The result, James said, is that it makes and implements policy with only a small subset of the information needed to get things right and be effective.
“So, most of the time it gets decisions wrong. This is glaringly true about crime management, and the police know it all too well. Even good detectives tend to fail in that context. The growing national scourge of crime speaks loudly. However, the problem of poor information flow characterizes the whole “colonial” approach to social, economic, and political organisation we have adopted since Independence. It has not worked in the past and it will not work any time soon.
“It would seem that, given their acquired taste for authoritarian rule, our politicians, minded to be modern ‘massas’, would rather ignore this deeply cancerous limited information situation in both islands and hope that frenzied declarations of intent will convince the public. They fail to notice that between masters and slaves only limited information flow is possible,” James said.
He noted that the society pays the price in entrenched underdevelopment, including widespread underemployment and social disaffection, adding that growing crime is just the tip of that social iceberg.
The way forward, James recommended is to “put the colonial past behind once and for all” and reorganise ourselves for full information sharing and communication at all levels, between police and citizen, between community and island, between island and country.

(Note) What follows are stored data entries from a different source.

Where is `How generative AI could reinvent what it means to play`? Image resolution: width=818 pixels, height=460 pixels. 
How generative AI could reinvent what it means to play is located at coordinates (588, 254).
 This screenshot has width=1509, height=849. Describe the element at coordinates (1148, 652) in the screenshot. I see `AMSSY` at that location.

“For this, the whole system of Government has to be redesigned as a joint decision-making system, bringing an end to the kind of executive government that is entrenched in the national Government, in the THA and in our local Government bodies in Trinidad. Every level of Government must be reorganised to practice full information sharing and communication through legislative hearings that can compel executive testimony and facilitate public petitioning on all matters of Government responsibility, including the budgets,” James added.
In that reorganisation, he said there must also be a central role for the community, the natural sociological unit in which the citizen can hone the practice of full information sharing and communication.
“That is the substantive sense in which the PM’s earlier call for constitution reform is a good move, even though he went about things the wrong way.
“We would all do well to remember that it is in the communities that we succeeded in building our local civilisation after slavery and strict indenture – our language, our foods, our music and musical instruments, our housing, and all else. And when the communities are empowered appropriately to function as Government in their own right, executive exhortations to share and communicate information will account to preaching to the choir,” James added.